Design Practice

Coordinator: Dr Nathan Crilly

Understanding and Representing Aspects of Design and Use

The Design Practice theme seeks to understand and represent activities of design and activities of use. This is with the intention of making products, spaces, systems and services easier to think about, and thereby make design research, practice and education more effective.

As is true for many complex activities, the full details of design and use cannot be adequately described without rendering these subjects impenetrable. Consequently, conceptual frameworks are required that represent those aspects of the situation that are most important. Such frameworks, and the accounts that support them, can assist all the relevant stakeholders (including designers, users, researchers and managers) in clearly communicating about design and use. This improves the design process itself, highlights areas of potentially fruitful research and facilitates the structuring of educational courses.

Our research approach is highly interdisciplinary, and this is manifest in two ways. Firstly, when seeking to establish the conceptual underpinnings of particular aspects of design and use, there is a broad base of existing knowledge to draw on and this knowledge is distributed across many different academic disciplines. It is therefore necessary to identify the most relevant ideas developed in other fields and bring these ideas into design research. Secondly, when conducting empirical enquiries into design and use, a broad range of research methodologies are potentially useful and these originate from many different disciplinary traditions. Consequently, the identification, adaptation and implementation of appropriate research methods is important to conducting the work. Where those adaptations are novel and potentially useful to others, they are offered back to the research communities that might benefit from them most.

The Design Practice theme is adopting the following dissemination strategy in journal articles, conference proceedings and books:

  • publication of frameworks that define conceptually useful perspectives on the subject
  • publication of literature reviews that collect, analyse and integrate relevant material from different disciplines, perspectives and periods
  • publication of empirical studies that represent aspects of design and use
  • publication of newly developed design research methods suited to investigating the area.

The Design Practice theme works closely with the IfM's Design Management research group, whose purpose is to improve the ways in which design can be managed and exploited at product, firm and national levels, and also the Crucible research network, whose purpose is to encourage collaboration between technologists and researchers in the Arts, Humanities and Social Sciences.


__Task item__
A single number is wanted: how many lines of the data include the string "right".

__Dataset records__
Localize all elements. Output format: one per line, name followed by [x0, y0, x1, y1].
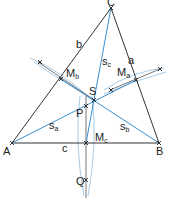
label-Mb: Mb	[66, 68, 79, 80]
label-side-a: a	[128, 55, 134, 66]
label-sb: sb	[120, 121, 129, 133]
label-Q: Q	[76, 176, 85, 187]
label-B: B	[156, 146, 163, 157]
label-P: P	[76, 108, 83, 119]
label-S: S	[89, 86, 96, 97]
label-Ma: Ma	[117, 67, 130, 79]
triangle	[12, 8, 159, 143]
label-A: A	[3, 146, 10, 157]
diagram: A B C b a c Mb Ma Mc sc sa sb S P Q	[0, 0, 172, 200]
label-side-c: c	[62, 143, 68, 154]
label-sa: sa	[49, 120, 58, 132]
label-side-b: b	[76, 39, 82, 50]
label-sc: sc	[102, 56, 111, 68]
triangle-diagram	[0, 0, 172, 200]
label-Mc: Mc	[95, 132, 108, 144]
label-C: C	[107, 0, 115, 8]
medians	[12, 8, 159, 143]
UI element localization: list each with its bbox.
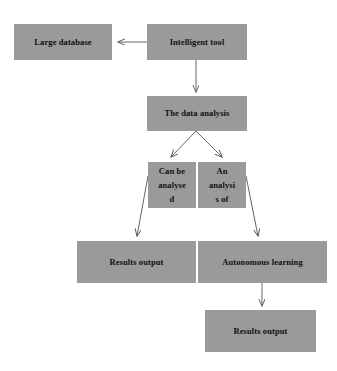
node-results-output-secondary[interactable]: Results output	[205, 310, 316, 352]
flowchart-canvas: Large database Intelligent tool The data…	[0, 0, 337, 371]
node-the-data-analysis-label: The data analysis	[150, 107, 244, 119]
node-results-output-primary-label: Results output	[80, 256, 193, 268]
node-autonomous-learning[interactable]: Autonomous learning	[198, 241, 327, 283]
node-autonomous-learning-label: Autonomous learning	[201, 256, 324, 268]
node-large-database-label: Large database	[17, 36, 109, 48]
node-can-be-analysed[interactable]: Can be analyse d	[148, 162, 196, 208]
node-intelligent-tool-label: Intelligent tool	[150, 36, 244, 48]
node-an-analysis-of-label: An analysi s of	[201, 164, 243, 206]
node-an-analysis-of[interactable]: An analysi s of	[198, 162, 246, 208]
edge-analysis-to-canbe	[171, 131, 196, 157]
node-intelligent-tool[interactable]: Intelligent tool	[147, 24, 247, 60]
node-large-database[interactable]: Large database	[14, 24, 112, 60]
edge-canbe-to-results	[137, 176, 148, 236]
edge-analysis-to-anof	[196, 131, 222, 157]
edge-anof-to-autonomous	[246, 176, 258, 236]
node-results-output-primary[interactable]: Results output	[77, 241, 196, 283]
node-can-be-analysed-label: Can be analyse d	[151, 164, 193, 206]
node-the-data-analysis[interactable]: The data analysis	[147, 96, 247, 131]
node-results-output-secondary-label: Results output	[208, 325, 313, 337]
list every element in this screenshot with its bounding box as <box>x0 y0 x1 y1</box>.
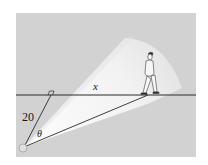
label-theta: θ <box>37 128 42 139</box>
label-x: x <box>92 80 98 92</box>
diagram-canvas: x 20 θ <box>0 0 208 165</box>
label-distance-20: 20 <box>22 110 34 124</box>
light-source-icon <box>19 144 27 152</box>
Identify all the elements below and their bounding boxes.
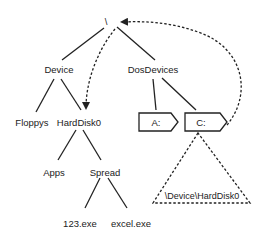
edge-harddisk0-spread — [83, 130, 101, 160]
c-drive-label: C: — [196, 117, 206, 128]
excel-label[interactable]: excel.exe — [111, 218, 151, 229]
device-label[interactable]: Device — [44, 64, 73, 75]
symlink-target-label: \Device\HardDisk0 — [165, 191, 240, 201]
edge-root-device — [62, 28, 104, 60]
edge-dosdevices-a — [153, 79, 156, 110]
dosdevices-label[interactable]: DosDevices — [128, 64, 179, 75]
edge-root-dosdevices — [117, 27, 155, 60]
link-root-to-harddisk0 — [86, 29, 115, 108]
exe123-label[interactable]: 123.exe — [63, 218, 97, 229]
object-namespace-diagram: \ Device DosDevices Floppys HardDisk0 Ap… — [0, 0, 263, 238]
diagram-svg: \ Device DosDevices Floppys HardDisk0 Ap… — [0, 0, 263, 238]
floppys-label[interactable]: Floppys — [15, 117, 49, 128]
spread-label[interactable]: Spread — [90, 167, 121, 178]
edge-spread-123exe — [85, 178, 100, 208]
harddisk0-label[interactable]: HardDisk0 — [57, 117, 101, 128]
root-label: \ — [105, 16, 108, 27]
edge-device-harddisk0 — [61, 79, 81, 110]
apps-label[interactable]: Apps — [43, 167, 65, 178]
c-drive-box[interactable] — [185, 113, 227, 131]
edge-spread-excel — [108, 178, 127, 208]
a-drive-label: A: — [152, 117, 161, 128]
edge-harddisk0-apps — [58, 130, 76, 160]
edge-device-floppys — [36, 79, 54, 112]
edge-dosdevices-c — [162, 78, 196, 110]
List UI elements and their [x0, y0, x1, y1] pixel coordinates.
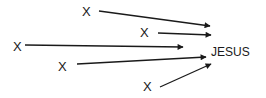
source-label-4: X: [58, 60, 67, 73]
arrow-4: [77, 57, 206, 64]
arrow-2: [158, 33, 211, 35]
target-label: JESUS: [211, 46, 250, 58]
source-label-3: X: [13, 40, 22, 53]
arrow-5: [160, 64, 211, 87]
arrow-3: [25, 45, 183, 47]
source-label-5: X: [143, 80, 152, 93]
source-label-1: X: [82, 5, 91, 18]
arrow-1: [99, 11, 210, 26]
source-label-2: X: [140, 26, 149, 39]
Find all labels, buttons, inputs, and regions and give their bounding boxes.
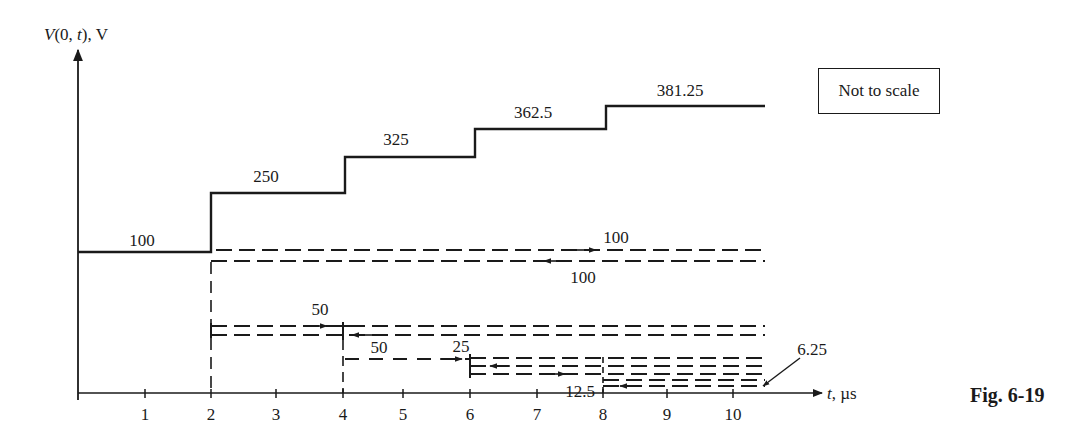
x-axis [78, 389, 822, 398]
step-label: 100 [129, 231, 155, 250]
wave-label: 100 [603, 228, 629, 247]
step-label: 362.5 [514, 103, 552, 122]
y-axis-title: V(0, t), V [44, 25, 109, 44]
wave-label: 25 [453, 337, 470, 356]
figure-canvas: 1 2 3 4 5 6 7 8 9 10 V(0, t), V t, µs 10… [0, 0, 1067, 446]
x-axis-title: t, µs [827, 384, 857, 403]
figure-caption: Fig. 6-19 [970, 384, 1044, 407]
leader-arrow-icon [763, 358, 800, 386]
tick-label: 3 [272, 405, 281, 424]
tick-label: 2 [207, 405, 216, 424]
wave-label: 50 [312, 300, 329, 319]
tick-label: 1 [141, 405, 150, 424]
wave-components [211, 250, 765, 393]
voltage-staircase [78, 106, 765, 252]
tick-label: 10 [725, 405, 742, 424]
tick-label: 5 [399, 405, 408, 424]
tick-label: 7 [533, 405, 542, 424]
tick-label: 6 [466, 405, 475, 424]
tick-label: 4 [339, 405, 348, 424]
wave-label: 12.5 [565, 382, 595, 401]
tick-label: 8 [599, 405, 608, 424]
tick-label: 9 [663, 405, 672, 424]
not-to-scale-note: Not to scale [818, 68, 940, 114]
junction-markers [211, 322, 470, 378]
wave-label: 50 [371, 338, 388, 357]
step-label: 381.25 [657, 81, 704, 100]
x-tick-labels: 1 2 3 4 5 6 7 8 9 10 [141, 405, 742, 424]
wave-label: 100 [570, 268, 596, 287]
step-label: 250 [253, 167, 279, 186]
step-label: 325 [383, 130, 409, 149]
wave-label: 6.25 [797, 340, 827, 359]
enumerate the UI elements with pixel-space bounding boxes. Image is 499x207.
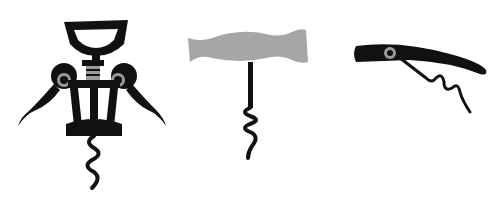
waiters-corkscrew <box>340 20 499 130</box>
t-handle-corkscrew <box>170 0 330 207</box>
wing-corkscrew <box>0 0 170 207</box>
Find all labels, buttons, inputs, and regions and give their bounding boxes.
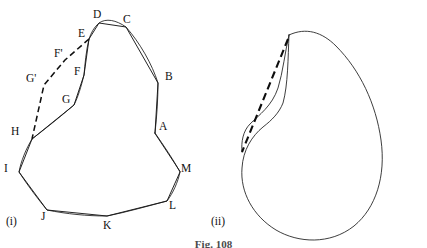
figure-caption: Fig. 108	[0, 239, 427, 248]
panel-ii-closed-curve	[242, 31, 382, 240]
vertex-label-D: D	[93, 9, 101, 21]
vertex-label-G-prime: G'	[26, 73, 36, 85]
panel-ii-dashed-chord	[242, 39, 288, 152]
vertex-label-J: J	[41, 211, 45, 223]
vertex-label-L: L	[169, 200, 176, 212]
panel-caption-ii: (ii)	[211, 216, 225, 228]
figure-root: A B C D E F' F G' G H I J K L M (i) (ii)…	[0, 0, 427, 248]
vertex-label-G: G	[62, 94, 70, 106]
vertex-label-C: C	[123, 14, 131, 26]
panel-i-inscribed-polygon	[19, 23, 180, 216]
vertex-label-K: K	[103, 220, 111, 232]
figure-svg-canvas	[0, 0, 427, 248]
vertex-label-A: A	[159, 121, 167, 133]
vertex-label-B: B	[165, 71, 173, 83]
vertex-label-E: E	[78, 28, 85, 40]
vertex-label-M: M	[181, 163, 191, 175]
vertex-label-F-prime: F'	[54, 48, 62, 60]
vertex-label-I: I	[4, 163, 8, 175]
vertex-label-F: F	[74, 66, 80, 78]
vertex-label-H: H	[11, 126, 19, 138]
panel-caption-i: (i)	[6, 216, 17, 228]
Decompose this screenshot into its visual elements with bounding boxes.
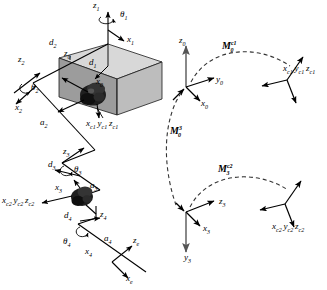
- label-transform-M03: M30: [170, 125, 181, 138]
- label-x3: x3: [55, 183, 62, 194]
- label-d1: d1: [89, 58, 97, 69]
- label-ze: ze: [133, 236, 139, 247]
- label-z0: z0: [64, 49, 71, 60]
- transform-arc-M03: [166, 93, 181, 205]
- label-x2: x2: [15, 103, 22, 114]
- label-theta4: θ4: [63, 237, 70, 248]
- label-z3: z3: [63, 147, 70, 158]
- transform-arc-M3c2: [190, 177, 288, 207]
- label-right-camera1-frame: xc1 yc1 zc1: [283, 64, 315, 75]
- label-z1: z1: [93, 1, 100, 12]
- label-a2: a2: [40, 118, 48, 129]
- label-d3: d3: [48, 160, 56, 171]
- label-right-x0: x0: [201, 99, 208, 110]
- label-transform-M0c1: Mc10: [222, 40, 234, 53]
- label-a4: a4: [104, 234, 112, 245]
- label-x0: x0: [96, 77, 103, 88]
- label-right-z3: z3: [219, 197, 226, 208]
- label-x1: x1: [127, 35, 134, 46]
- label-d2: d2: [49, 38, 57, 49]
- label-right-x3: x3: [203, 224, 210, 235]
- label-right-z0: z0: [179, 36, 186, 47]
- label-right-y3: y3: [184, 253, 191, 264]
- label-a3: a3: [90, 181, 98, 192]
- label-x4: x4: [85, 247, 92, 258]
- label-theta2: θ2: [31, 83, 38, 94]
- label-z2: z2: [18, 55, 25, 66]
- label-right-y0: y0: [216, 75, 223, 86]
- label-transform-M3c2: Mc23: [218, 163, 230, 176]
- label-xe: xe: [126, 274, 133, 285]
- label-theta1: θ1: [120, 10, 127, 21]
- label-theta3: θ3: [74, 165, 81, 176]
- label-d4: d4: [64, 211, 72, 222]
- right-frame0-axes: [173, 46, 214, 101]
- label-camera1-frame: xc1 yc1 zc1: [86, 119, 118, 130]
- transform-arc-M0c1: [191, 52, 290, 82]
- label-right-camera2-frame: xc2 yc2 zc2: [272, 222, 304, 233]
- figure-canvas: z1 θ1 x1 d2 z0 d1 z2 x0 θ2 x2 a2 xc1 yc1…: [0, 0, 327, 290]
- label-z4: z4: [100, 210, 107, 221]
- label-camera2-frame: xc2 yc2 zc2: [2, 196, 34, 207]
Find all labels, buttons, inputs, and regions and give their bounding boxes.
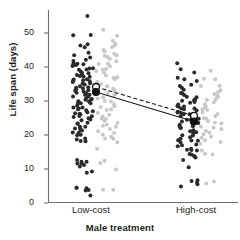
data-point: [112, 104, 116, 108]
data-point: [80, 105, 84, 109]
data-point: [182, 88, 186, 92]
data-point: [98, 161, 102, 165]
data-point: [71, 130, 75, 134]
data-point: [180, 119, 184, 123]
data-point: [115, 53, 119, 57]
data-point: [78, 44, 82, 48]
data-point: [82, 75, 86, 79]
data-point: [195, 108, 199, 112]
data-point: [103, 99, 107, 103]
data-point: [185, 95, 189, 99]
data-point: [189, 139, 193, 143]
data-point: [198, 142, 202, 146]
data-point: [176, 144, 180, 148]
data-point: [73, 111, 77, 115]
data-point: [79, 133, 83, 137]
data-point: [83, 83, 87, 87]
data-point: [105, 108, 109, 112]
data-point: [104, 67, 108, 71]
data-point: [190, 179, 194, 183]
data-point: [205, 98, 209, 102]
data-point: [88, 101, 92, 105]
data-point: [115, 121, 119, 125]
data-point: [85, 67, 89, 71]
y-axis-title: Life span (days): [7, 40, 18, 120]
data-point: [71, 105, 75, 109]
data-point: [187, 165, 191, 169]
filled-mean-low-cost: [93, 89, 100, 96]
data-point: [107, 113, 111, 117]
data-point: [71, 64, 75, 68]
data-point: [202, 132, 206, 136]
data-point: [204, 129, 208, 133]
data-point: [182, 107, 186, 111]
data-point: [219, 122, 223, 126]
data-point: [193, 100, 197, 104]
data-point: [206, 119, 210, 123]
x-tick-label-low-cost: Low-cost: [46, 204, 136, 215]
data-point: [203, 152, 207, 156]
data-point: [115, 140, 119, 144]
data-point: [95, 147, 99, 151]
data-point: [205, 108, 209, 112]
data-point: [75, 137, 79, 141]
data-point: [110, 45, 114, 49]
data-point: [216, 90, 220, 94]
data-point: [85, 171, 89, 175]
data-point: [101, 124, 105, 128]
data-point: [200, 111, 204, 115]
data-point: [189, 83, 193, 87]
data-point: [88, 56, 92, 60]
data-point: [72, 115, 76, 119]
data-point: [189, 148, 193, 152]
data-point: [101, 188, 105, 192]
data-point: [194, 142, 198, 146]
data-point: [105, 123, 109, 127]
y-tick-label: 10: [8, 164, 34, 173]
data-point: [75, 158, 79, 162]
data-point: [103, 49, 107, 53]
data-point: [73, 127, 77, 131]
data-point: [84, 139, 88, 143]
data-point: [103, 159, 107, 163]
data-point: [114, 167, 118, 171]
data-point: [80, 118, 84, 122]
data-point: [112, 93, 116, 97]
data-point: [94, 69, 98, 73]
data-point: [112, 131, 116, 135]
data-point: [88, 118, 92, 122]
data-point: [71, 33, 75, 37]
data-point: [213, 114, 217, 118]
data-point: [212, 126, 216, 130]
data-point: [109, 99, 113, 103]
data-point: [109, 108, 113, 112]
y-tick-label: 50: [8, 28, 34, 37]
y-tick-label: 0: [8, 198, 34, 207]
data-point: [101, 28, 105, 32]
data-point: [113, 89, 117, 93]
data-point: [181, 158, 185, 162]
data-point: [108, 127, 112, 131]
data-point: [175, 61, 179, 65]
data-point: [111, 137, 115, 141]
data-point: [108, 57, 112, 61]
data-point: [180, 133, 184, 137]
data-point: [108, 64, 112, 68]
data-point: [78, 164, 82, 168]
data-point: [199, 125, 203, 129]
data-point: [176, 76, 180, 80]
data-point: [83, 98, 87, 102]
data-point: [192, 70, 196, 74]
data-point: [185, 148, 189, 152]
data-point: [88, 81, 92, 85]
data-point: [115, 34, 119, 38]
data-point: [202, 77, 206, 81]
data-point: [71, 95, 75, 99]
data-point: [105, 84, 109, 88]
data-point: [208, 131, 212, 135]
data-point: [72, 53, 76, 57]
data-point: [90, 169, 94, 173]
data-point: [219, 127, 223, 131]
data-point: [83, 45, 87, 49]
data-point: [113, 77, 117, 81]
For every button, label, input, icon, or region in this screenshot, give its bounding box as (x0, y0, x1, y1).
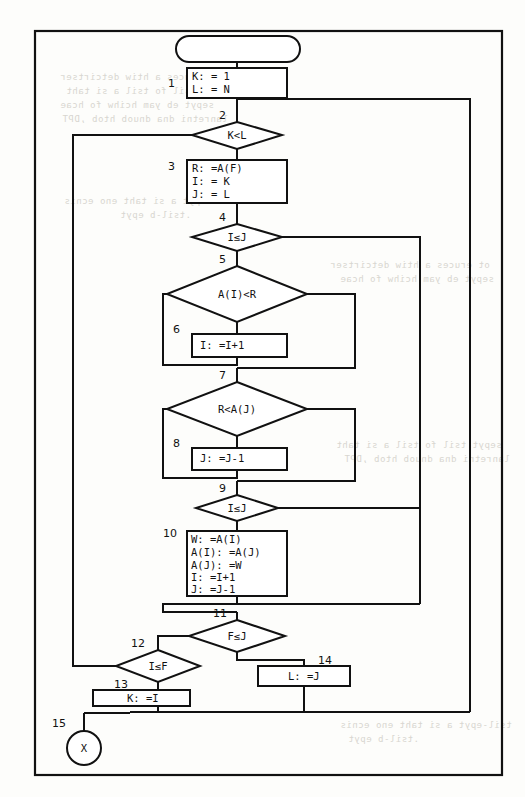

__Final answer__
9